Israel sent ground forces into Gaza before dawn on Wednesday, knocking out bridges and a power station from the air in an attempt to save a teenage soldier held by Palestinian fighters.
By
AFP

Source:
AFP
28 Jun 2006 - 12:00 AM  UPDATED 22 Aug 2013 - 12:18 PM

Much of the Gaza Strip was plunged into darkness after night-time air strikes on the plant and three bridges that aimed to prevent militants moving across the territory.

Flames poured into the night sky and the sound of shelling and gunfire from combat helicopters could be heard as troops in tanks, armoured cars and bulldozers moved into southern Gaza where the missing serviceman was believed to be held.

Deputy Prime Minister Shimon Peres said on CNN that Israel was "left without a choice" in the face of inaction by the Palestinian leadership to rescue 19-year-old corporal Gilad Shalit.

"The Israeli offensive in Gaza is intended to bring Gilad Shalit home," Infrastructure Minister Benjamin Ben-Eliezer told public radio.

"We do not intend to reoccupy the Gaza Strip or to make the Palestinian population suffer."

It was the first major ground offensive against Gaza since Israel pulled settlers and troops from the impoverished coastal strip last year in a highly controversial operation that ended a 38-year occupation.

No casualties reported

No casualties were reported in the incursion, which followed intensive mediation efforts to free Mr Shalit after his abduction in an attack on Sunday that also killed two Israeli soldiers and two militants.

Israel massed thousands of troops on the Gaza border as Prime Minister Ehud Olmert ruled out any negotiation with the kidnappers, holding the Hamas-led government and Palestinian president Mahmud Abbas responsible.

The raids followed a landmark agreement on Tuesday between Palestinian factions on an political initiative that implicitly recognises Israel's right to exist, a historic policy shift by Hamas which has long advocated the destruction of the Jewish state.

Israel dismissed the deal however as an "internal matter".

The situation on the ground was further complicated when an armed
Palestinian group claiming to hold the soldier also threatened to kill a Jewish settler it said it had abducted in the occupied West Bank.

Abducted settler

"Unless the aggression stops, we will kill the settler," said a representative of the Popular Resistance Committees, which claimed Sunday's attack along with the armed wing of Hamas and another group.

Although there has been no official Israeli confirmation of the settler kidnapping, one couple reported their son missing after he failed to return home on Monday.

The Gaza incursion came amid international appeals for restraint over the kidnapping which has triggered the worst Middle East crisis since the militant Islamist movement Hamas took office in March.

It also presented the first major security challenge for Mr Olmert since he took office in May pledging to unilaterally redraw the map of Israel even without negotiations with the Palestinians.

Egypt, France and the Vatican, as well as key Israeli ally the United
States, sought to exert pressure on the Palestinians to hand over the soldier.

Israel said it concentrated its forces a few kilometres into southern Gaza where it believed Mr Shalit was being held, including the area of Dahaniyeh near the destroyed airport.

No plans to go deeper

"We have no immediate plans to go deeper in. That could change but that's the situation right now," an army spokesman said.

At one point troops were attacked by light arms fire and possibly an anti-tank missile, but there were no reports of any casualties, he said.

Palestinian militants also fired four rockets into southern Israel from Gaza, without causing any injuries.

Bracing for the offensive, militants had erected earthen mounds across roads and sealed off entrances to refugee camps in parts of Gaza, one of the most densely populated regions on earth.

Men, women and children packed into cars and a horse-drawn cart fled into Rafah from areas to the east as Israeli troops entered the territory while armed gunmen prowled the streets.

"All the people are leaving. They're heading west because we're afraid of the sweep, we're escaping the invasion," said Auda Adwan, 20.

Armed groups have vowed not to release the soldier until all Palestinian women and children are freed from Israeli jails, a demand already rejected by Mr Olmert.

Past history of soldiers kidnapped at the hands of Palestinians bodes ill for Mr Shalit, with all nine such previous cases ending in death.

Meanwhile, Hamas and the rival Fatah movement announced a deal drawn up by Palestinian prisoners that implicitly recognises Israel's right to exist by calling for a Palestinian state on land conquered in 1967.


Exercise objective: Reproduce the lines below exactly, from the one containing "Describe the element at coordinates (341, 246)" through the one containing "Task: Click on the strong: Our Story", both included. Leave out any pictures.

Stored data
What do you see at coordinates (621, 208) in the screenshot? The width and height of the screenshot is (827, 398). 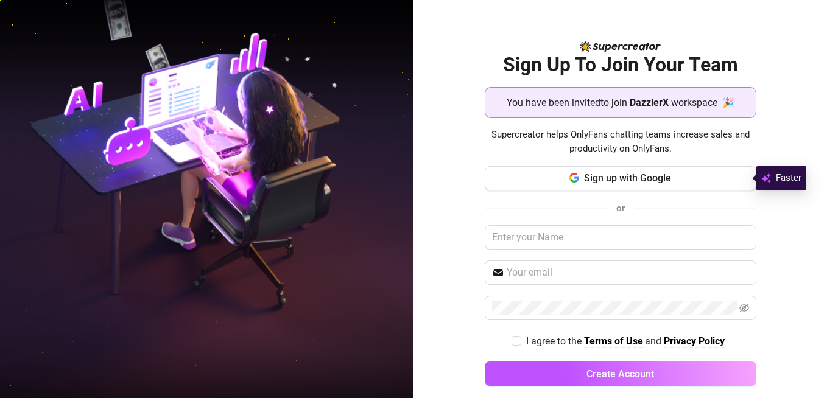 I see `span: or` at bounding box center [621, 208].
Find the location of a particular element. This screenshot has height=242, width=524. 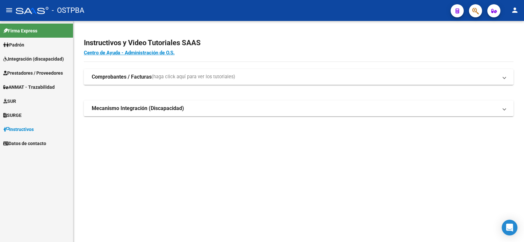

span: SUR is located at coordinates (9, 101).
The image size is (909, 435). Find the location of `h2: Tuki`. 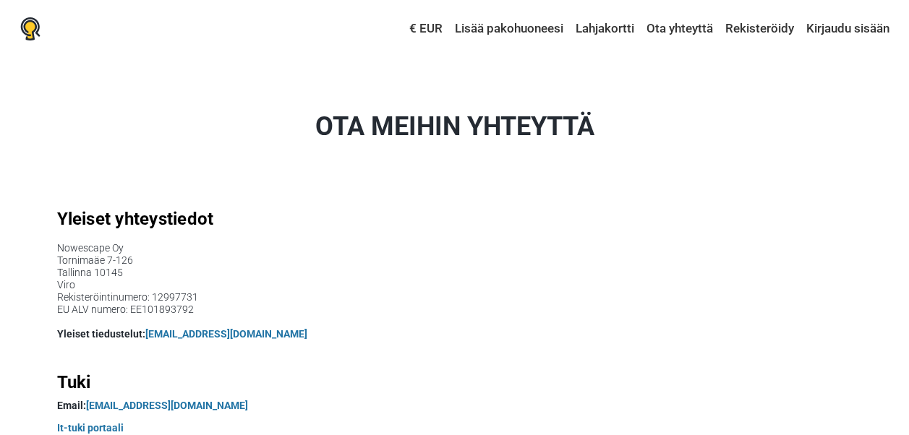

h2: Tuki is located at coordinates (455, 382).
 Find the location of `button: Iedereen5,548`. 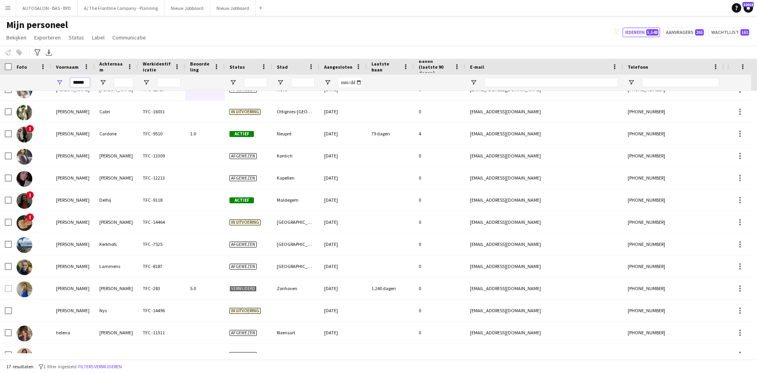

button: Iedereen5,548 is located at coordinates (641, 32).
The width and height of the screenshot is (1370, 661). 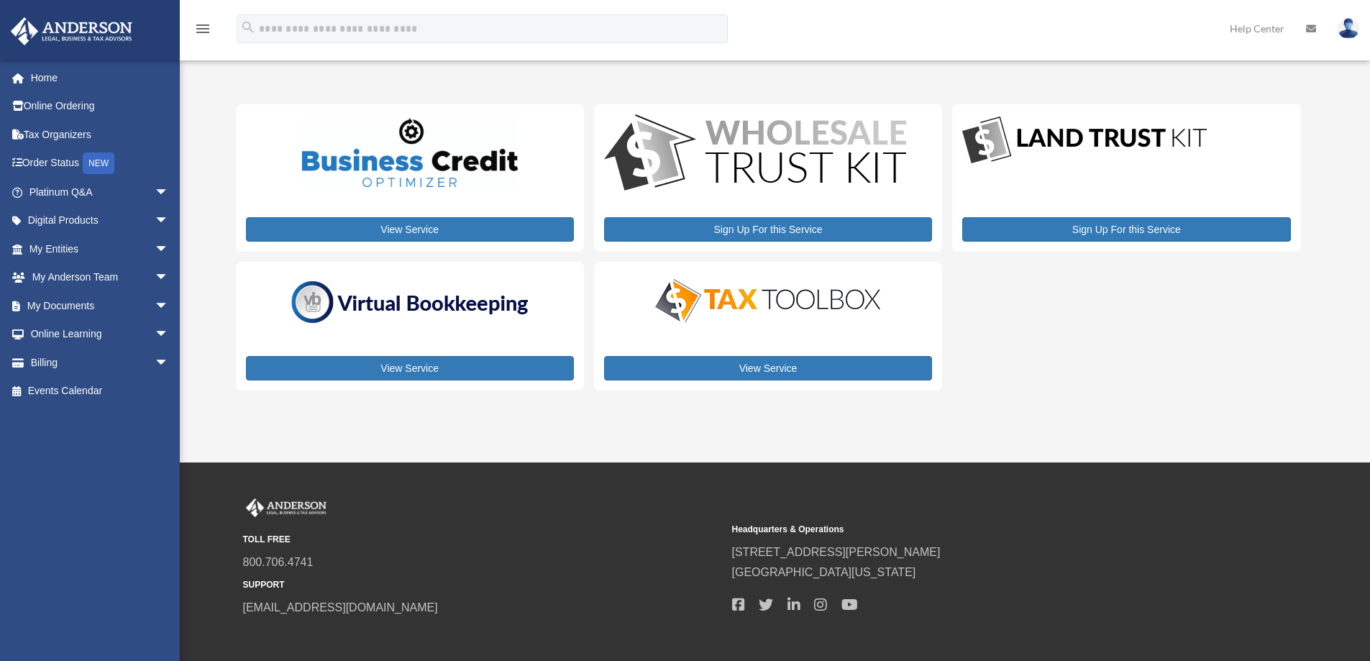 What do you see at coordinates (100, 306) in the screenshot?
I see `a: My Documentsarrow_drop_down` at bounding box center [100, 306].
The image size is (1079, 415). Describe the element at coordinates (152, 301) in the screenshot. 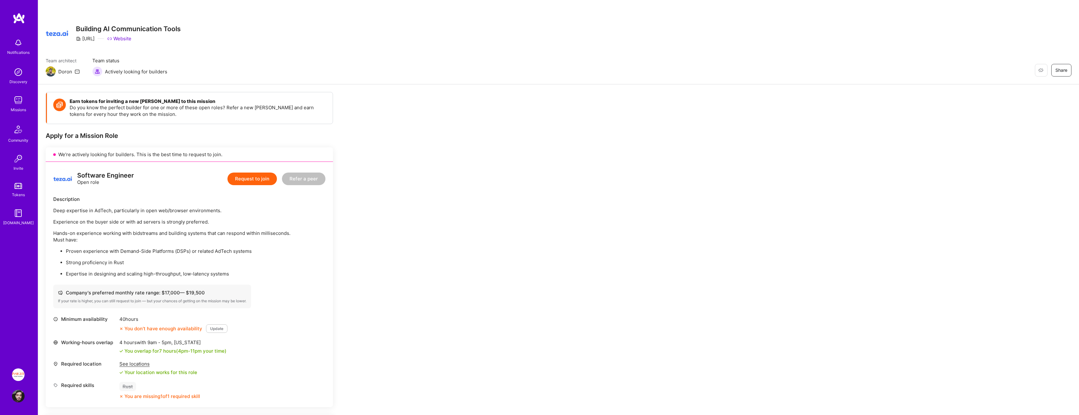

I see `div: If your rate is higher, you can still request to join — but your chances of getting on the missio...` at that location.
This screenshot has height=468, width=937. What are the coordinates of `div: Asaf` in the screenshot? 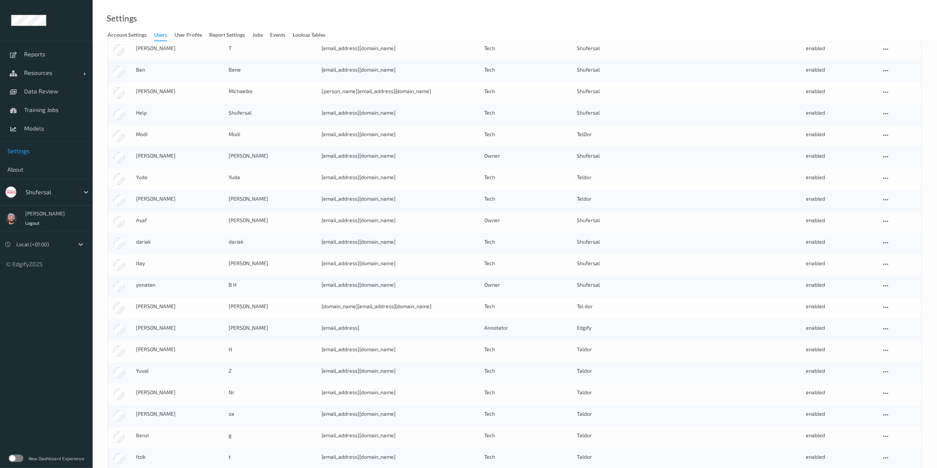 It's located at (180, 220).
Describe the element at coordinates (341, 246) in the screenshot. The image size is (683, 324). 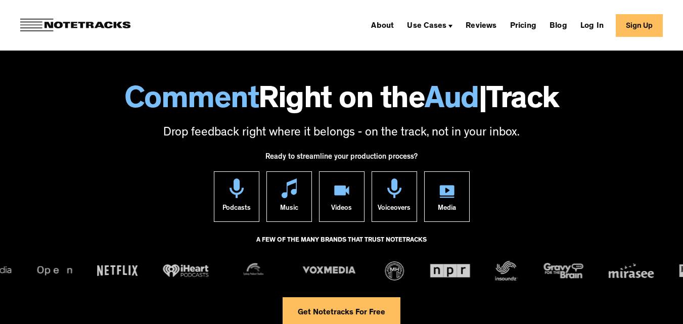
I see `div: A FEW OF THE MANY BRANDS THAT TRUST NOTETRACKS` at that location.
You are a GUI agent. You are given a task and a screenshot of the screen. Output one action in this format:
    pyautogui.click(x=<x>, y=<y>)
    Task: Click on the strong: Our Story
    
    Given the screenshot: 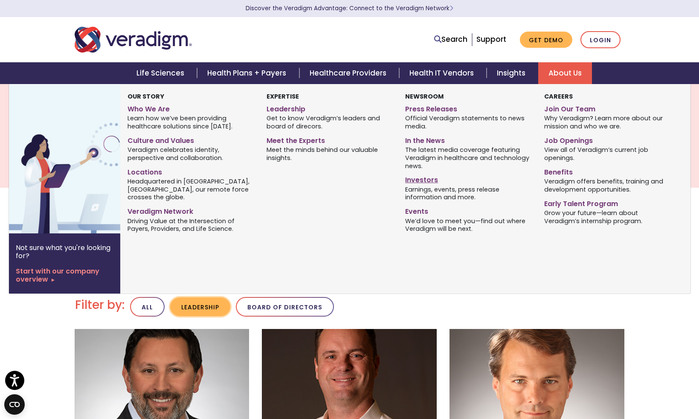 What is the action you would take?
    pyautogui.click(x=146, y=96)
    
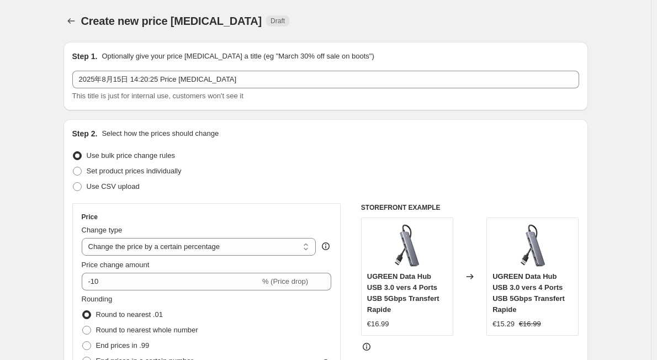 This screenshot has height=360, width=657. Describe the element at coordinates (113, 186) in the screenshot. I see `span: Use CSV upload` at that location.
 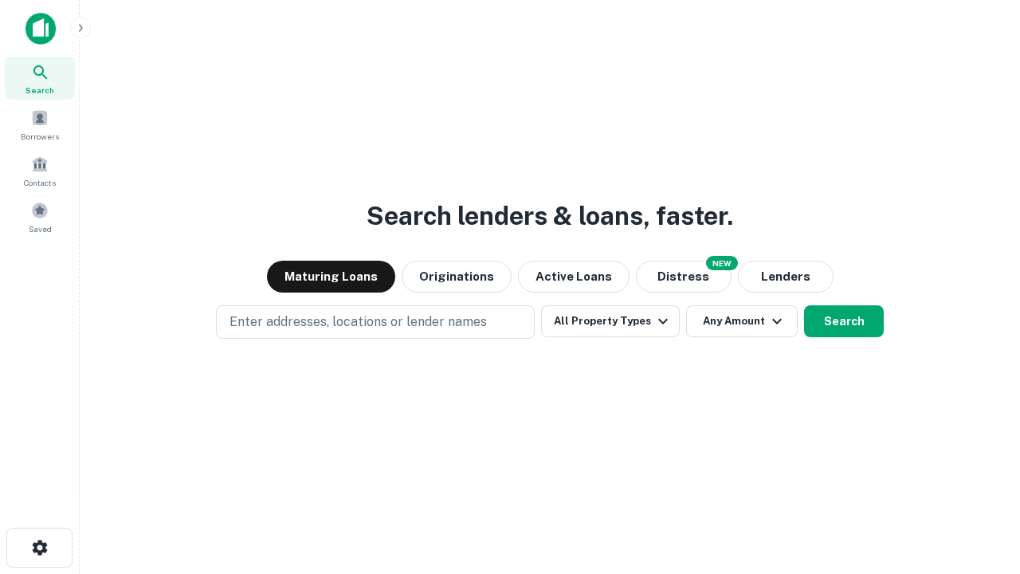 I want to click on button: Active Loans, so click(x=574, y=277).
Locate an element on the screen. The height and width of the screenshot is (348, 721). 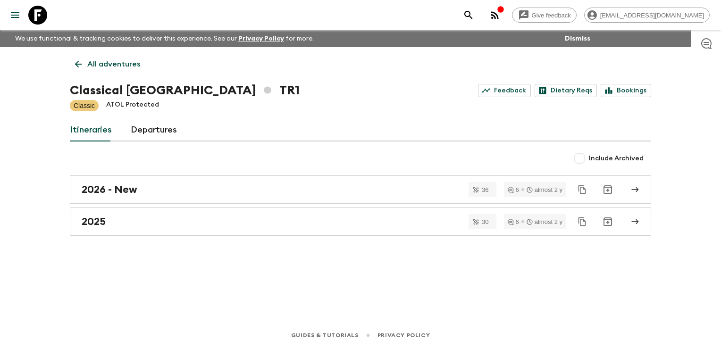
a: Guides & Tutorials is located at coordinates (325, 336).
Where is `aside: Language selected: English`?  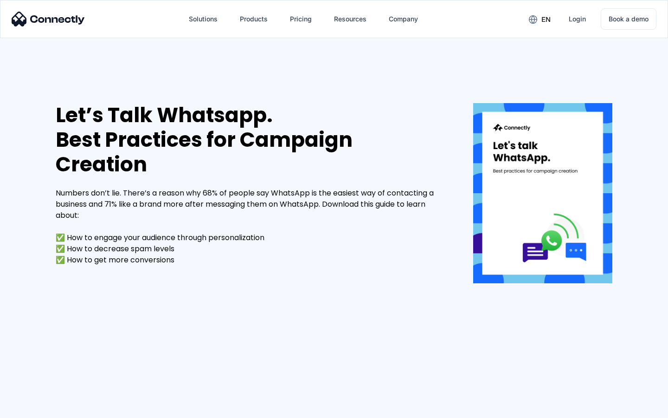
aside: Language selected: English is located at coordinates (32, 408).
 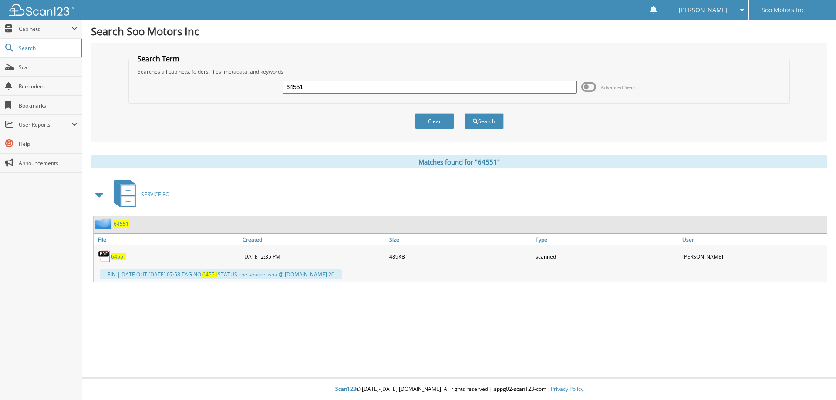 What do you see at coordinates (45, 29) in the screenshot?
I see `span: Cabinets` at bounding box center [45, 29].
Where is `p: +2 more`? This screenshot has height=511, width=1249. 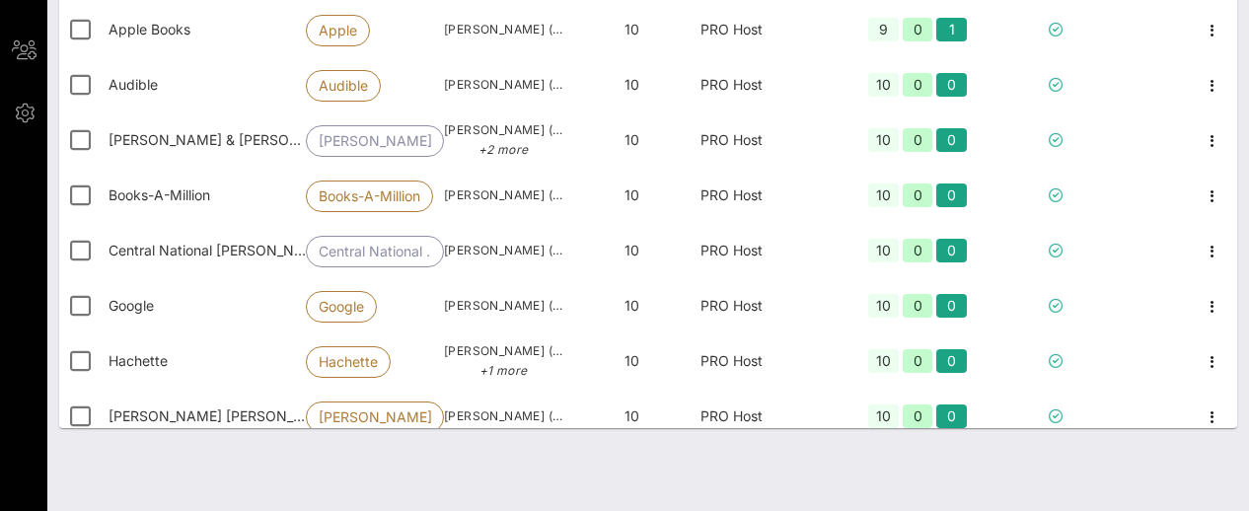
p: +2 more is located at coordinates (503, 150).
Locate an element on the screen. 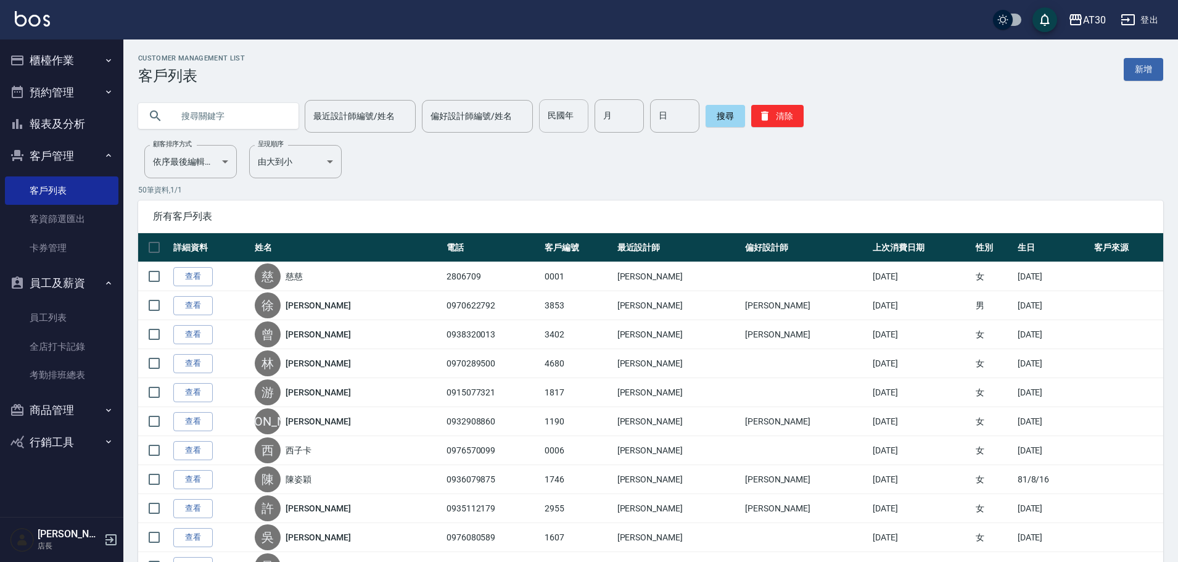  td: 0936079875 is located at coordinates (492, 479).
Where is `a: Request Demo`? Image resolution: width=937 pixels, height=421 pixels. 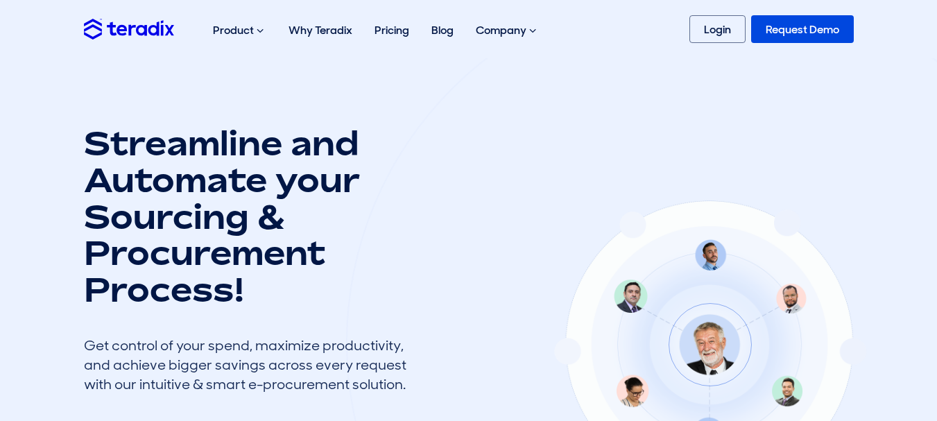 a: Request Demo is located at coordinates (803, 29).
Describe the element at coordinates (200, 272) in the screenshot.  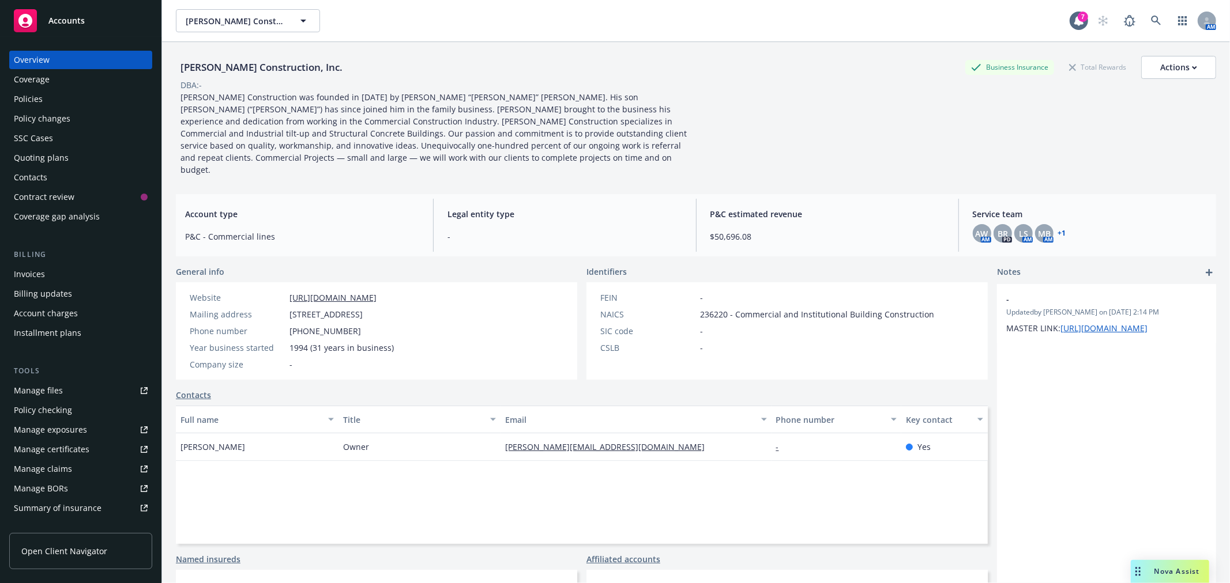
I see `span: General info` at that location.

Answer section:
Describe the element at coordinates (341, 246) in the screenshot. The image size is (683, 324). 
I see `div: A FEW OF THE MANY BRANDS THAT TRUST NOTETRACKS` at that location.
You are a GUI agent. You are given a task and a screenshot of the screen. Output one action in this format:
    pyautogui.click(x=<x>, y=<y>)
    Task: Click on the strong: Our Story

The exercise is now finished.